Ask Jeeves unleashed Zoom, a related-search tool to help searchers narrow or expand the topic, and Web Answers, which provides answers to explicit or implicit questions.
Two new features that went live on Ask Jeeves reflect enhancements of the search service’s core technology as well as a push to help users find relevant results faster.
Zoom is a navigation tool that appears to the right of search results, letting the user zoom in or out on the concept. When appropriate, it lists topic suggestions appear in three categories: Narrow Your Search, Expand Your Search and Related Names.
“For us, related topics is second-most used product on our site, so it’s really important to us to make the product better,” said Ask Jeeves product manager Young Mi Chun.
Zoom uses the clustering ability of the company’s Teoma search technology, which breaks the Web into “communities” of topics. The technology identifies relationships between the communities, and then groups them conceptually.
For example, when a searcher types in an ambiguous word like Bush, if natural search results relating to the U.S. president aren’t what’s wanted, Zoom can help narrow the search to information about the band, song lyrics, the White House and something else.
On the other hand, the searcher could widen the topical net to include Iraq, the American flag or the Republican party. Since there is plenty of Web material showing this word is a name, Jeeves also returns related names, in this case including Kerry, Saddam and Clinton.
Other search providers, including Vivisimo and Grokker, also group search results by topic. (Grokker delivers results in graphical maps rather than lists.) In January, AOL revamped its search, licensing Vivisimo’s tech to provide a list of topic groups to the side of natural results.
Chun said that Ask Jeeves communities differ from Vivisimo’s clusters because Jeeves analyzes the contents of Web pages to identify concepts, while Vivisimo uses keyword frequency to name its clusters.
Search rival Yahoo also offers related topics. In the Raleigh search, Yahoo offers a list of associated topics, such as Raleigh bikes and Raleigh chopper, at the very top of the results, followed by two sponsored results. Google Suggest, still in beta, automatically fills in a list of expanded queries that appear in below the query box, using a predictive text method. Users can scroll down through the list to find the town, the bikes, etc. AOL offers a similar feature in its search.
The other search enhancement is Web Answers, which aims to provide direct answers to questions contained in queries, rather than supplying lists of links to pages on which the answer might be found. Jeeves already offers Smart Answers, which are pulled from third-party structured data sources. Web Answers are culled from the Web itself.
“With our Smart Answer technology, we’re finding partners and content that is very structured,” said product manager Ryan Massie. “Web Answers uses our knowledge of the Web to find answers from the communities Teoma is building and from Web content. It identifies that a snippet is the mostly answer to the question and brings you back the answer to the query.”
In addition to the Web Answer the technology identifies as most relevant, a link to more Web Answers is included directly to the right.
Web Answers may be triggered by questions or words such as who or where, as well as by superlatives such as longest or deadliest.
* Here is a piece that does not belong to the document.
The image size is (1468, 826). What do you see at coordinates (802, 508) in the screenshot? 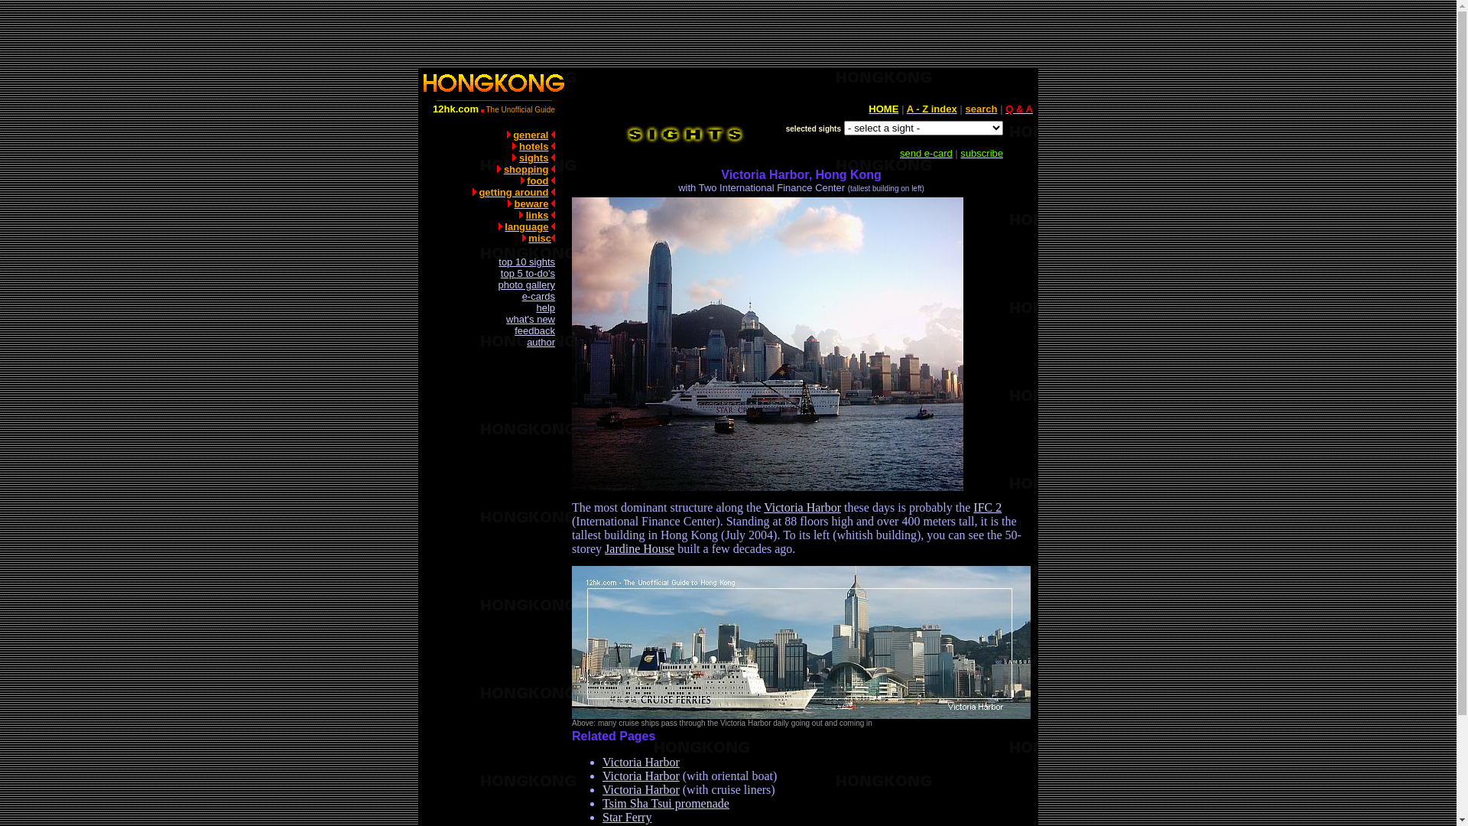
I see `Victoria Harbor` at bounding box center [802, 508].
Like Smart Answers, when the automated technology identifies a potential Web Answer, it’s labeled as such and presented as the top organic search result. In company tests, Web Answers improved the click-through rate on the top search result by over 200 percent, indicating that the top result was the most relevant.
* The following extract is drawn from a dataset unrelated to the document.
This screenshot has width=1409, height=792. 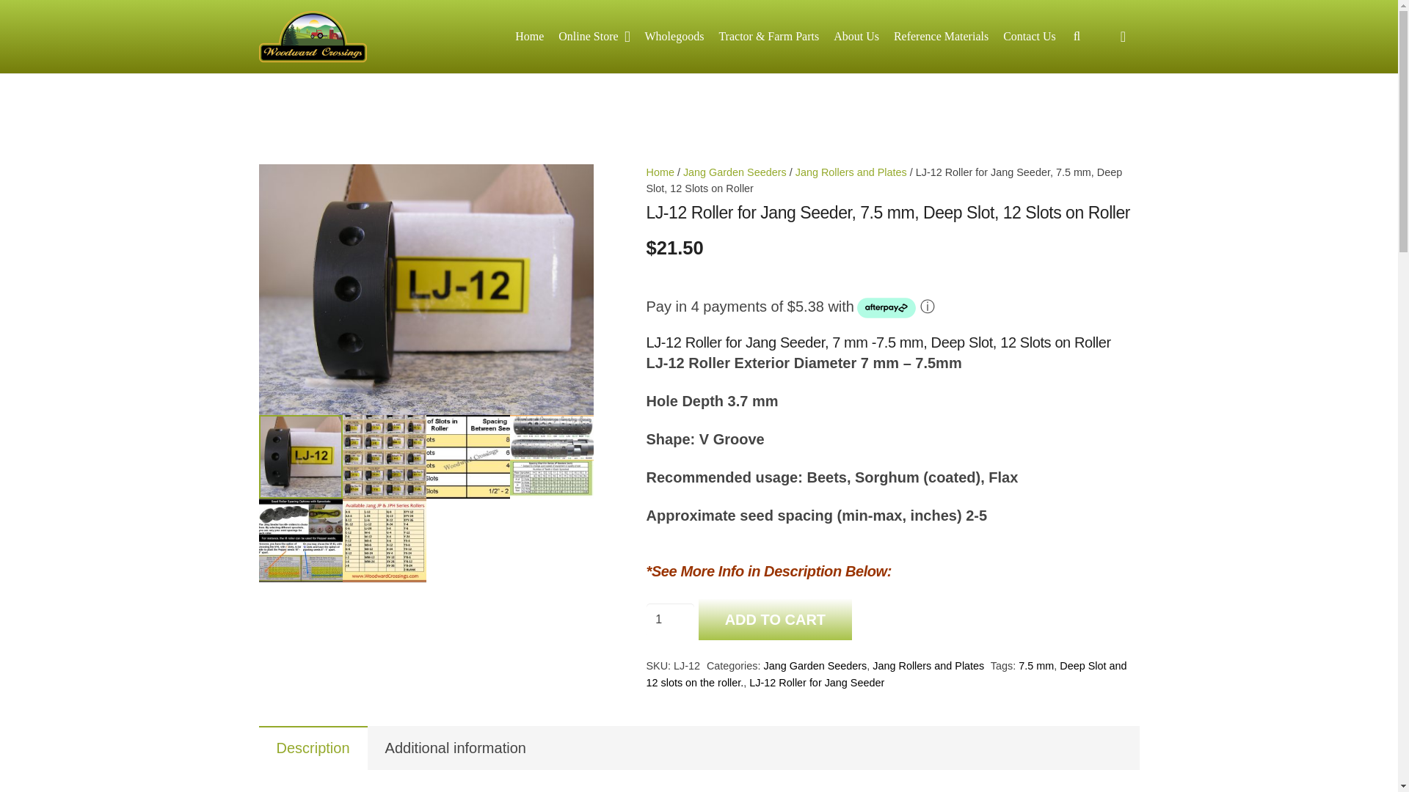 I want to click on About Us, so click(x=855, y=36).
“They started off with the promise that you could ask a question and get an answer,” said Chris Sherman, editor of SearchDay, which is owned by the same corporation as internetnews.com. “They’ve finally realized that vision in a true technical sense.”
It’s unclear, however, how big a role search technology plays in attracting users. According to Internet market research company Nielsen NetRatings, in March 2005 Ask Jeeves was a distant fifth in share of total searches, handling just 1.8 percent.
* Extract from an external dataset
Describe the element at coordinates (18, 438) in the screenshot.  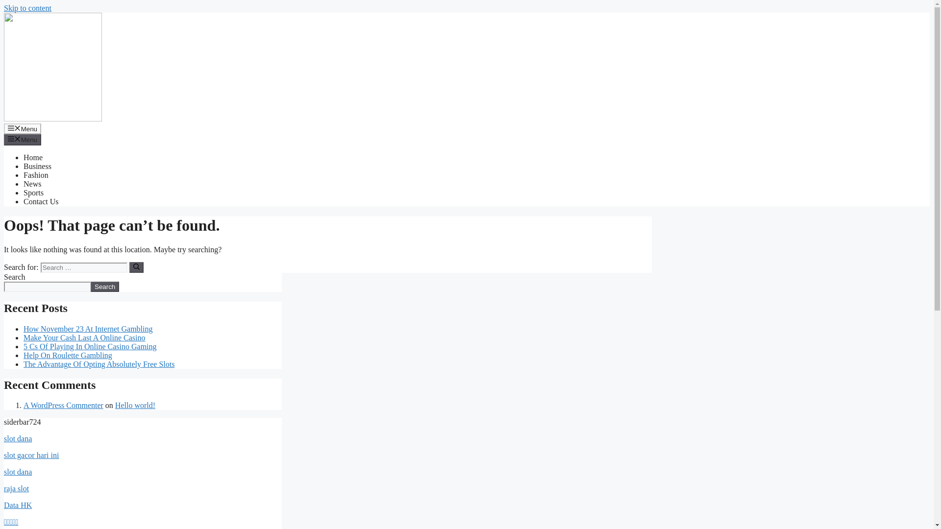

“I think Jeeves users are a lot like Apple users,” Sherman said. “They’re not in the majority, but they tend to be very loyal.” Still, he said, the new functions are genuinely useful. “Google doesn’t offer this; Yahoo doesn’t offer this. It might encourage some people to try Jeeves.”
There’s another reason Jeeves needs to highlight concepts: Often, natural search results are all but obscured by sponsored links, which appear at the head, sometimes pushing all organic result off the screen.
“They’ve acknowledged the problem, and they’re grappling with it,” Sherman said, adding that the pending acquisition of the search provider by IAC/InterActive Corp. could lead to more changes. Said Sherman, “I think the intent is to build Jeeves into a true contender.”